Shells tcsh, bash, and apparently even ksh all have a "noclobber" feature, specifically designed to help protect users from inadvertently erasing/truncating existing files with an accidental use of some types of output redirection.

If US Courts would like to have some kind of protection in place, we could add  "set -o noclobber" in /etc/bashrc (assuming the users use bash).  If the users prefer tcsh for a shell, similar protection can be added to /etc/csh.cshrc.  (see the tcsh man page for details if needed).


Me - It does not surprise me that this would be a problem across all shells, as the `ls -l` isn't really shell dependent, nor is the >.  I see how the nocobbler would provide this protection, but at the determent of the many scripts common for administering a system.  Regardless, my point was that the output of 'ls' is buggy, not the behavior of the shells. 

RH - Please expand on the erroneous behavior found within the ls command. 

Me - The erroneous behavior of the ls command is to use a potentially destructive character (>).  A different character that provides the same visual representation, but a non-destructive behavior when copy-pasted, would be an ideal solution. Discussion w/ TAM mentioned a UTF8 character that looked like a >.  One problem I could see with this (and I don't know how often it would be true) is if people write scripts that parse 'ls -l' would have a harder time parsing a non-keyboard character.  They could, I just imagine it would be more difficult.  I don't know how much of an impact that would be.

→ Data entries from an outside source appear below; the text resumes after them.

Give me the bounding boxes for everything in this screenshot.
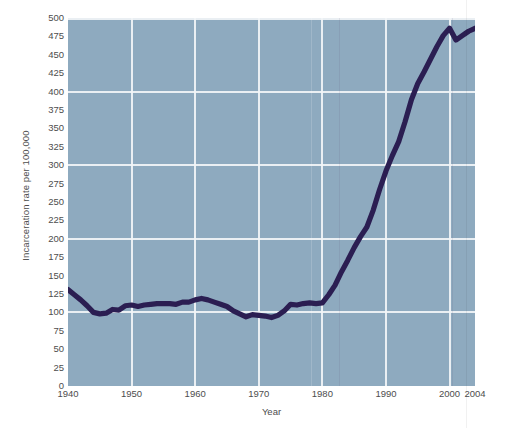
y-tick-label: 100 [48,307,64,317]
y-tick-label: 175 [48,252,64,262]
y-axis-title: Incarceration rate per 100,000 [14,0,36,390]
y-tick-label: 125 [48,289,64,299]
y-tick-label: 275 [48,179,64,189]
plot-area [68,18,475,386]
y-tick-label: 250 [48,197,64,207]
y-tick-label: 50 [53,344,64,354]
y-tick-label: 75 [53,326,64,336]
data-series-line [68,18,475,386]
x-axis-tick-labels: 19401950196019701980199020002004 [68,388,475,402]
y-tick-label: 300 [48,160,64,170]
chart-figure: Incarceration rate per 100,000 025507510… [0,0,512,428]
x-tick-label: 2004 [464,388,485,400]
y-tick-label: 500 [48,13,64,23]
x-tick-label: 1970 [248,388,269,400]
x-tick-label: 1940 [57,388,78,400]
x-tick-label: 1980 [312,388,333,400]
y-tick-label: 350 [48,123,64,133]
y-axis-title-text: Incarceration rate per 100,000 [20,130,31,260]
y-tick-label: 25 [53,363,64,373]
y-tick-label: 200 [48,234,64,244]
y-tick-label: 400 [48,87,64,97]
y-tick-label: 425 [48,68,64,78]
x-tick-label: 1950 [121,388,142,400]
y-axis-tick-labels: 0255075100125150175200225250275300325350… [36,18,64,386]
y-tick-label: 325 [48,142,64,152]
x-axis-title: Year [68,406,475,417]
x-tick-label: 1960 [185,388,206,400]
x-tick-label: 1990 [375,388,396,400]
x-axis-title-text: Year [262,406,281,417]
page-edge-artifact [466,0,467,428]
y-tick-label: 475 [48,31,64,41]
y-tick-label: 375 [48,105,64,115]
x-tick-label: 2000 [439,388,460,400]
y-tick-label: 450 [48,50,64,60]
y-tick-label: 225 [48,215,64,225]
y-tick-label: 150 [48,271,64,281]
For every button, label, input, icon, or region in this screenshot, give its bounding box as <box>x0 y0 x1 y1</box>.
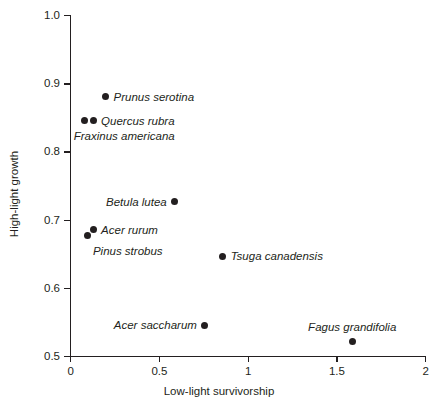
plot-area: 0.50.60.70.80.91.0 00.511.52 Prunus sero… <box>70 15 425 356</box>
data-point <box>171 198 178 205</box>
point-label: Betula lutea <box>106 195 167 208</box>
point-label: Acer rurum <box>101 223 158 236</box>
y-tick-label: 0.7 <box>44 212 60 228</box>
x-tick: 0 <box>70 356 71 362</box>
data-point <box>81 117 88 124</box>
y-tick: 0.9 <box>64 83 70 84</box>
y-tick-label: 0.5 <box>44 348 60 364</box>
x-tick-label: 1 <box>245 364 251 378</box>
x-axis-title: Low-light survivorship <box>0 385 438 397</box>
data-point <box>219 253 226 260</box>
caption-sliver <box>0 405 438 414</box>
x-tick: 0.5 <box>159 356 160 362</box>
x-tick: 2 <box>425 356 426 362</box>
y-tick-label: 0.6 <box>44 280 60 296</box>
point-label: Tsuga canadensis <box>231 250 323 263</box>
x-tick-label: 2 <box>422 364 428 378</box>
data-point <box>90 117 97 124</box>
y-tick-label: 1.0 <box>44 7 60 23</box>
point-label: Fraxinus americana <box>74 129 175 142</box>
x-tick-label: 0 <box>67 364 73 378</box>
point-label: Acer saccharum <box>114 319 197 332</box>
data-point <box>84 232 91 239</box>
y-tick: 0.8 <box>64 151 70 152</box>
data-point <box>349 338 356 345</box>
data-point <box>90 226 97 233</box>
x-tick-label: 0.5 <box>151 364 167 378</box>
y-axis-title: High-light growth <box>8 114 20 274</box>
scatter-plot-figure: 0.50.60.70.80.91.0 00.511.52 Prunus sero… <box>0 0 438 414</box>
point-label: Prunus serotina <box>114 90 195 103</box>
x-tick: 1.5 <box>336 356 337 362</box>
data-point <box>102 93 109 100</box>
y-tick-label: 0.8 <box>44 143 60 159</box>
x-tick-label: 1.5 <box>329 364 345 378</box>
y-tick: 0.7 <box>64 220 70 221</box>
point-label: Fagus grandifolia <box>308 320 396 333</box>
y-tick: 0.6 <box>64 288 70 289</box>
point-label: Quercus rubra <box>101 114 175 127</box>
y-tick-label: 0.9 <box>44 75 60 91</box>
y-axis-line <box>70 15 71 356</box>
y-tick: 1.0 <box>64 15 70 16</box>
point-label: Pinus strobus <box>93 244 163 257</box>
x-tick: 1 <box>248 356 249 362</box>
data-point <box>201 322 208 329</box>
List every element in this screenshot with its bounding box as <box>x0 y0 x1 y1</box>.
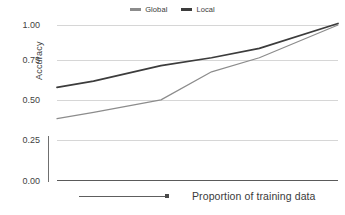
legend-label-local: Local <box>196 6 214 14</box>
series-lines <box>57 25 338 181</box>
chart-legend: Global Local <box>0 6 345 14</box>
legend-swatch-local <box>181 8 192 11</box>
legend-label-global: Global <box>145 6 167 14</box>
y-axis-tick-labels: 1.00 0.75 0.50 0.25 0.00 <box>2 0 40 215</box>
y-axis-title: Accuracy <box>34 41 44 80</box>
x-axis-arrow-icon <box>57 191 170 201</box>
legend-swatch-global <box>130 8 141 11</box>
x-axis-arrow-line <box>79 196 169 197</box>
y-tick-5: 0.00 <box>4 177 40 186</box>
plot-area <box>57 25 338 181</box>
y-tick-3: 0.50 <box>4 96 40 105</box>
y-tick-4: 0.25 <box>4 136 40 145</box>
y-axis-line <box>48 136 49 182</box>
x-axis-title: Proportion of training data <box>192 190 316 202</box>
y-tick-1: 1.00 <box>4 21 40 30</box>
x-axis-arrow-head <box>165 194 169 198</box>
x-axis-caption-row: Proportion of training data <box>57 190 345 202</box>
line-series-global <box>57 25 338 119</box>
legend-item-global: Global <box>130 6 167 14</box>
chart-figure: Global Local 1.00 0.75 0.50 0.25 0.00 Ac… <box>0 0 345 215</box>
legend-item-local: Local <box>181 6 214 14</box>
line-series-local <box>57 23 338 87</box>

RH - We have discussed this issue internally with engineering.  It is unlikely
   this would be accepted as a feature request by Product Management.   
  * Copying and pasting characters into the terminal and then pressing enter would likely be viewed as user error by the upstream community.  
  * Options for protection were suggested [using noclobber]
  * During phone conversation user suggested opening a bugzilla on the customer side to present this upstream.  This would be entered in the Fedora section of bugzilla.

https://bugzilla.redhat.com/enter_bug.cgi?classification=Fedora

At this time a feature request has been nacked.  

Normally I would suggest a Knowledge Base article. Red Hat can post an article to help users avoid file damage by using noclobber protection etc.

If the bugzilla in Fedora is accepted, we can then push for a Red Hat Enterprise Linux bugzilla to link to this ticket.

Comment 1 Ondrej Vasik 2009-12-11 07:26:29 UTC
Thanks for report and detailed description of situation, I see your point. I would say notabug as well - as this format is required by POSIX...

relevant section of ls specification about -l option:
"If the file is a symbolic link, this information shall be about the link itself and the <pathname> field shall be of the form:

"%s -> %s", <pathname of link>, <contents of link>"

See http://www.opengroup.org/onlinepubs/000095399/utilities/ls.html for full POSIX specification. Don't know if there is much to do. Knowledge Base article is maybe the easiest solution... Proposing the change to upstream will collide with POSIX. So maybe request for the format adjusting in next POSIX version could be other solution - the harder one - as this format is well established.

Closing this bugzilla NOTABUG, but adding upstream maintainer into CC - to let him know about the issue.

Comment 2 Jim Meyering 2009-12-11 07:44:25 UTC
Thanks for the heads up.
You're right.  The only hope for change is to go through POSIX,
and that would be a very long shot, since there are sure to be
scripts that parse ls -l output and that hence expect the " -> ".
POSIX would never invalidate all of those scripts.

You might get POSIX to bless a change whereby in any non-C locale,
another byte sequence may be used in place of " -> ".  That would
protect the common case (users at the command line usually have
LANG != C) yet allow scripted use (LC_ALL=C) to continue to have the
required behavior.

Comment 3 Greg Swift 2009-12-11 15:03:18 UTC
thanks for the feedback.  How would one go about proposing a change to POSIX? its a long shot, but doesn't hurt to ask.

Comment 4 Jim Meyering 2009-12-11 15:35:10 UTC
First, subscribe to one or more of the groups here: 

http://www.opengroup.org/austin/lists.html

austin-group-l
austin-group-futures-l

You might want to lurk for a while, or read archives.
Then ask if it such a change would be possible.